Don’t worry, it’s not a sign of weakness. Arguably it’s a sign of sanity. The biggest startup ideas are terrifying. And not just because they’d be a lot of work. The biggest ideas seem to threaten your identity: you wonder if you’d have enough ambition to carry them through.

The weird thing is I didn’t blanch at any of the first five (I have no experience to blanch or not blanch at the last couple). In fact, I have given serious thought to the second one and even have a product idea for carving off a slice of the email market. Honestly, I’m mostly interested in big, world changing ideas and don’t generally see the point of small ones.

I guess this means I’m insane? I’m sure there are a few of you out there who know me nodding in agreement about now.

We Are All Failures Until We Are Not

As Chris Dixon pointed out the folks behind Angry Birds, a company named Rovio, was around for eight years and had developed 52 games before finally making it big. They almost went bankrupt a few years ago.

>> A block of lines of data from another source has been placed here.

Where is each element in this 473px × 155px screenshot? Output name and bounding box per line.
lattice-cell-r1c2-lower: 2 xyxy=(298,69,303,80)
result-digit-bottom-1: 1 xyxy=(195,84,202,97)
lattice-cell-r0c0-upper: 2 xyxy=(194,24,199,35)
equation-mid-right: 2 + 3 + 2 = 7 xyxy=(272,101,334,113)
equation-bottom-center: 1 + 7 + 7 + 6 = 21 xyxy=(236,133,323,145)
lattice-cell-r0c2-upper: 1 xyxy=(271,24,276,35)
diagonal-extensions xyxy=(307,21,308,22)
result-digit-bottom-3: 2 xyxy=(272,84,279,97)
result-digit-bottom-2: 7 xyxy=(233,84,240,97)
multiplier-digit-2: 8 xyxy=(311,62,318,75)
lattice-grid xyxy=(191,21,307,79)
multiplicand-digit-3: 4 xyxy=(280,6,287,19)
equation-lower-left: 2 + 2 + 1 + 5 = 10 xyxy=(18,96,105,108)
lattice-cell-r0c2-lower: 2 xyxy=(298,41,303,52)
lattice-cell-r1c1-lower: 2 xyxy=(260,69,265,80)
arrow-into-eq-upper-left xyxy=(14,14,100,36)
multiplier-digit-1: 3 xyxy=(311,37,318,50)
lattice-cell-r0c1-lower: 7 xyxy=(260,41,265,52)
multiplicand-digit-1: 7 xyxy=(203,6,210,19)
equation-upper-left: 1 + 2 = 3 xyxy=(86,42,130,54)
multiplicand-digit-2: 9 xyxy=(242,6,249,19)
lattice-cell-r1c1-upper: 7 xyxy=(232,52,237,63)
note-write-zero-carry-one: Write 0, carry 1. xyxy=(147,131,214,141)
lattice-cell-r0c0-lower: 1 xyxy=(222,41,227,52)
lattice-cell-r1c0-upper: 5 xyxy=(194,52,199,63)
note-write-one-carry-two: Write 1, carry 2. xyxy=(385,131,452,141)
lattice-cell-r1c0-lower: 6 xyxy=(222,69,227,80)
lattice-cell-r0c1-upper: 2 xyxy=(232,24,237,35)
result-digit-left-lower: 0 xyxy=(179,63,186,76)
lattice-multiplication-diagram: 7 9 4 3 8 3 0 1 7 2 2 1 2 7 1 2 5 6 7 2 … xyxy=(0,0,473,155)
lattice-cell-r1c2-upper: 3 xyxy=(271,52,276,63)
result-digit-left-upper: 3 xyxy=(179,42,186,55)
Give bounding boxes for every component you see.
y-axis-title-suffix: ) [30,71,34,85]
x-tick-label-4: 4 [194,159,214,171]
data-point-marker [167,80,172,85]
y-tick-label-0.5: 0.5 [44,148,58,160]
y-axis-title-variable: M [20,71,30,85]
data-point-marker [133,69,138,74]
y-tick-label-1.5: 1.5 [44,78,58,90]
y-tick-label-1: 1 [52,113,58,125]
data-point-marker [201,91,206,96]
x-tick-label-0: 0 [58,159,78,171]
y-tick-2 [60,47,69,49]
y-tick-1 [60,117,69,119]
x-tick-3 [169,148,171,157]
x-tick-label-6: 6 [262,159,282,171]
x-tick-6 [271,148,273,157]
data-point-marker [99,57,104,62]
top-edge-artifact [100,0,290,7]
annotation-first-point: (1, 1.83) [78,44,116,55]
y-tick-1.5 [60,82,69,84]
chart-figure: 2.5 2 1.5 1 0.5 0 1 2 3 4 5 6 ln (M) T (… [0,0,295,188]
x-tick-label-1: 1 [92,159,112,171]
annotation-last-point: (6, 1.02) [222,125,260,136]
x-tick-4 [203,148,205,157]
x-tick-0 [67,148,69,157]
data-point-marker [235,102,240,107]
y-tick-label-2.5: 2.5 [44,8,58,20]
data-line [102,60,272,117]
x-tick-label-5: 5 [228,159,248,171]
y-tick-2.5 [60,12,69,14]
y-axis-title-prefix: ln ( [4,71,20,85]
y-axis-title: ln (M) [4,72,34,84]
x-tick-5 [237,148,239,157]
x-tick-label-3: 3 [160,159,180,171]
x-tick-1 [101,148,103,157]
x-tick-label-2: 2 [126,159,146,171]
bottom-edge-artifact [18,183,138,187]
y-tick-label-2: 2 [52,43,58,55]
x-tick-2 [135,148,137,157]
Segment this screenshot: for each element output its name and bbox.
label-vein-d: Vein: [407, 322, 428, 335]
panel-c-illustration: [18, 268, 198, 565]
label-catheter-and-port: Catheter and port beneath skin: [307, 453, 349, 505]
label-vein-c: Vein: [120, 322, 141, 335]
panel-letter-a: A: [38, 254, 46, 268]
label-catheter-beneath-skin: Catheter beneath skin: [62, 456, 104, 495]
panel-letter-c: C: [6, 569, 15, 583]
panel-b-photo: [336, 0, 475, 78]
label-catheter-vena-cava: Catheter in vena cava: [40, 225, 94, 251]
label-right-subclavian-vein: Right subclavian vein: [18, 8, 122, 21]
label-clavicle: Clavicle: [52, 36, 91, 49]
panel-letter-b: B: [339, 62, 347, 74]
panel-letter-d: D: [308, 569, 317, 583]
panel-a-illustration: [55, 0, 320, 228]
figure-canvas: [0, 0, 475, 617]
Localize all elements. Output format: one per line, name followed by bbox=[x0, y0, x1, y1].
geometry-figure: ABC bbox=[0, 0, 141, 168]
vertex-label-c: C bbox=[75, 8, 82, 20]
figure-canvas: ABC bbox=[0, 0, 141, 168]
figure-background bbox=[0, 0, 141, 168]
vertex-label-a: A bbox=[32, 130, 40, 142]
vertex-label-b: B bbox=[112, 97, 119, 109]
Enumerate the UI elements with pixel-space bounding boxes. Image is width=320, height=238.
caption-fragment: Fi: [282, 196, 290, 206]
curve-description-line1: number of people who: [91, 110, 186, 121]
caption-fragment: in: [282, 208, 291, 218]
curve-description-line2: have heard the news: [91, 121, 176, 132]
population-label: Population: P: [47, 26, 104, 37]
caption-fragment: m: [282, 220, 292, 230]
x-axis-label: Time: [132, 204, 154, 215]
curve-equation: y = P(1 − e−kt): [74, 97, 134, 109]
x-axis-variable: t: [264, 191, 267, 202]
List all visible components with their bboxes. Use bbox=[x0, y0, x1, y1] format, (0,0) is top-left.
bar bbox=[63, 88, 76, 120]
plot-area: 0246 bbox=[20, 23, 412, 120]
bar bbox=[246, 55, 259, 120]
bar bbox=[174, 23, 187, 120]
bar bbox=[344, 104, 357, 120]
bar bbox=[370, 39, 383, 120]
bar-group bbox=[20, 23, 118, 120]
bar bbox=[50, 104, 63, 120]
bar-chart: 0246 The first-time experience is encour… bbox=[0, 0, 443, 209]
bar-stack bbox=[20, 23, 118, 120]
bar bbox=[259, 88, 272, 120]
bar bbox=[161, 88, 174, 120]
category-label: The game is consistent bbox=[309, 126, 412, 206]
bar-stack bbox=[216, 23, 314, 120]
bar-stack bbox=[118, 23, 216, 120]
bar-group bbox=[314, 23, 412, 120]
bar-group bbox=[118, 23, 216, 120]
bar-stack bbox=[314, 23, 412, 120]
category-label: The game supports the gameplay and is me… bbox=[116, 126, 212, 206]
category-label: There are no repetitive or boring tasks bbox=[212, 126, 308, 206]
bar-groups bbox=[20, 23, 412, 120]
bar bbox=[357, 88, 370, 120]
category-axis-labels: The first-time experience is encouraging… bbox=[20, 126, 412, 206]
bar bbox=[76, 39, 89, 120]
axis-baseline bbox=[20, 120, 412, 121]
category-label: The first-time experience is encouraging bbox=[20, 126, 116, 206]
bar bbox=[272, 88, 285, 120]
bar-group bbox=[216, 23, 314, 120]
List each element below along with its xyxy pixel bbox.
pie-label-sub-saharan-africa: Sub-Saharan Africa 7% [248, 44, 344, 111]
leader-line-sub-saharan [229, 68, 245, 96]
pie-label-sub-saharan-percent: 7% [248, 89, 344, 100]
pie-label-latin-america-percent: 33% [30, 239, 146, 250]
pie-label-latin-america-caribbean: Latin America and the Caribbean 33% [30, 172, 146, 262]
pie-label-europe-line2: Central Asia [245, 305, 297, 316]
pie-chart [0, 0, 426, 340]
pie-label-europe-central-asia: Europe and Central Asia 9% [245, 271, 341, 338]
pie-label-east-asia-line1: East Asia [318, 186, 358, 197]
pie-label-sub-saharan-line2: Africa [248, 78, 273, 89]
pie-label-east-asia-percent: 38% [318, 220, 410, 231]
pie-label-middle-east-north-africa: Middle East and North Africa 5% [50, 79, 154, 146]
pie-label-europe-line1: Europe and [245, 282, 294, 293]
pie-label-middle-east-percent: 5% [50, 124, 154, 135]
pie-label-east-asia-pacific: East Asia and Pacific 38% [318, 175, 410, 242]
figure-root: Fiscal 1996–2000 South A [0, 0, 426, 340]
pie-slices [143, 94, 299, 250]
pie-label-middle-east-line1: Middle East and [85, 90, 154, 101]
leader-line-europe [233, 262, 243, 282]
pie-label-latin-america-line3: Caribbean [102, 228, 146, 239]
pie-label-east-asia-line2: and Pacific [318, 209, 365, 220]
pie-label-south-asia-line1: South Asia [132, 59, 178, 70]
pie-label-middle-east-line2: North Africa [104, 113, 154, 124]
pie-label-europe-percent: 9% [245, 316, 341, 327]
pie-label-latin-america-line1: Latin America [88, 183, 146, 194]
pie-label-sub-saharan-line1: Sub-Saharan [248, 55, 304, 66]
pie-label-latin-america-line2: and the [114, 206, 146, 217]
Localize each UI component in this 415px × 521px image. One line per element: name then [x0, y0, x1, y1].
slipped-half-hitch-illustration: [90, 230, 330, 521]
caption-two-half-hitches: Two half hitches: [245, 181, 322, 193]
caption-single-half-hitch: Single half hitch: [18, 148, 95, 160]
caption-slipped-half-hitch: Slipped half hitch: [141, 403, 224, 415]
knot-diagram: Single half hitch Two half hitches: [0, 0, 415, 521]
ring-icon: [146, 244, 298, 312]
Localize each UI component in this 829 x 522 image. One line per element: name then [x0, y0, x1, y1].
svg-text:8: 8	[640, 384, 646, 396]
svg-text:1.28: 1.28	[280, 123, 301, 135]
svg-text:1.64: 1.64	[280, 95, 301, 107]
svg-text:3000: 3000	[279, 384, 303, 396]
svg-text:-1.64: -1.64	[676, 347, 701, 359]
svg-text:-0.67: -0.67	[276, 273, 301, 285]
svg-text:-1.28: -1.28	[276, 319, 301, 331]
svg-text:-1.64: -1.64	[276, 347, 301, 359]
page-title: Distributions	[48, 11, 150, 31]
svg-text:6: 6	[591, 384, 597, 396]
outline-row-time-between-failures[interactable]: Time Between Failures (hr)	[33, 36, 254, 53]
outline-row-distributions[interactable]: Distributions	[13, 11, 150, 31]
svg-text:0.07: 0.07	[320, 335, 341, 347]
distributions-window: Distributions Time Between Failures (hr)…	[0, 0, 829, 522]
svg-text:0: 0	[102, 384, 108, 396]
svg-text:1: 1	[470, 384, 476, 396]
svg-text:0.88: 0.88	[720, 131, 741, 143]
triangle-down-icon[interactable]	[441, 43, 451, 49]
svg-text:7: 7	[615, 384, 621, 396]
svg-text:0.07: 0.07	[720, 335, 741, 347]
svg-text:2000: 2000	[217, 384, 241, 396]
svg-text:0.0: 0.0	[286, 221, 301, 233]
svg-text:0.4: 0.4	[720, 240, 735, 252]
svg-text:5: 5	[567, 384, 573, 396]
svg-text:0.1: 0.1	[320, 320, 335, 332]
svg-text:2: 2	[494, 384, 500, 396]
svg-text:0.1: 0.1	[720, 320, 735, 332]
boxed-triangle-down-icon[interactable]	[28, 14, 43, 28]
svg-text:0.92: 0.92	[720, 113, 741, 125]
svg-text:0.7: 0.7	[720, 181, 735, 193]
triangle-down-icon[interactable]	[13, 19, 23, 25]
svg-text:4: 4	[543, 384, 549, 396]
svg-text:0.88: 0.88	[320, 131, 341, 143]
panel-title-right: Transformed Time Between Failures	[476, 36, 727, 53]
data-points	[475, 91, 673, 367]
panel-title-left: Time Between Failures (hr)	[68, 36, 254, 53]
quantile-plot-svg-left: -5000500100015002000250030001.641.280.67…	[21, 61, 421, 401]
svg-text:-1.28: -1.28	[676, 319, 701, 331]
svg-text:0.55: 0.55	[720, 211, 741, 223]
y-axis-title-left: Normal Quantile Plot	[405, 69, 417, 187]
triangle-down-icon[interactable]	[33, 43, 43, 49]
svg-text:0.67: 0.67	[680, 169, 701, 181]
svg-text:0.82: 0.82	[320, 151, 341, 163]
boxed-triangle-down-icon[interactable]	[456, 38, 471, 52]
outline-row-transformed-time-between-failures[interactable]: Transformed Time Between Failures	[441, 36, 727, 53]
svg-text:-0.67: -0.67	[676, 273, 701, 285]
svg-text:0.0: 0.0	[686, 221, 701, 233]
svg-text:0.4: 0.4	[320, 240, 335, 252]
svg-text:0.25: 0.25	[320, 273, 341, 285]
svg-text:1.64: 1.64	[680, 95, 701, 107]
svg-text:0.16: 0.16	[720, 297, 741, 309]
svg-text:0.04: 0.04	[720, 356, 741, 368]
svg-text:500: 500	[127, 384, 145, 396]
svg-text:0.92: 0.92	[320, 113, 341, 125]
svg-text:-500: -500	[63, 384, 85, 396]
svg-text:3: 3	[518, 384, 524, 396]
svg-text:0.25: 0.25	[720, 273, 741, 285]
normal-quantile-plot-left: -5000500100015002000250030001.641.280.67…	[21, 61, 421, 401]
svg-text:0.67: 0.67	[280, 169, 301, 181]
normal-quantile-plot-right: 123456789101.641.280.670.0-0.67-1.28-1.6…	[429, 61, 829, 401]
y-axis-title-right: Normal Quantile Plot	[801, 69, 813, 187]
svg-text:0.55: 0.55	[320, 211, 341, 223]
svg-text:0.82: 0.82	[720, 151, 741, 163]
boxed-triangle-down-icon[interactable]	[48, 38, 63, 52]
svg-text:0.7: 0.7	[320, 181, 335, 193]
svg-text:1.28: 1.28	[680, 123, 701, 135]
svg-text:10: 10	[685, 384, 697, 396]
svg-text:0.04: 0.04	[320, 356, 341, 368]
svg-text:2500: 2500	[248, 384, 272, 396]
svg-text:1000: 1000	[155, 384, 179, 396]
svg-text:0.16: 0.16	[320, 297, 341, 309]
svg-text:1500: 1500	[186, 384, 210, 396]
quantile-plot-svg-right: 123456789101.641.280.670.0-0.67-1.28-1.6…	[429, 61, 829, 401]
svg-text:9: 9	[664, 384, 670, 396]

I heard somewhere that their expected 2012 revenues will be around $400 million.

As Chris said:

You tend to hear about startups when they are successful but not when they are struggling. This creates a systematically distorted perception that companies succeed overnight. Almost always, when you learn the backstory, you find that behind every “overnight success” is a story of entrepreneurs toiling away for years, with very few people except themselves and perhaps a few friends, users, and investors supporting them.

In other words, we fail until we don’t.

It strikes me that this is the case in almost all walks of life. I’m watching my eldest daughter learn to read. She has been learning for almost two years now, starting somewhere in her third year. She failed at it until now.

Failure isn’t the end, and that is what I like about calling it failure. Failure is a good reason to try again.

Just like with my daughter. She didn’t get discouraged. She just kept trying.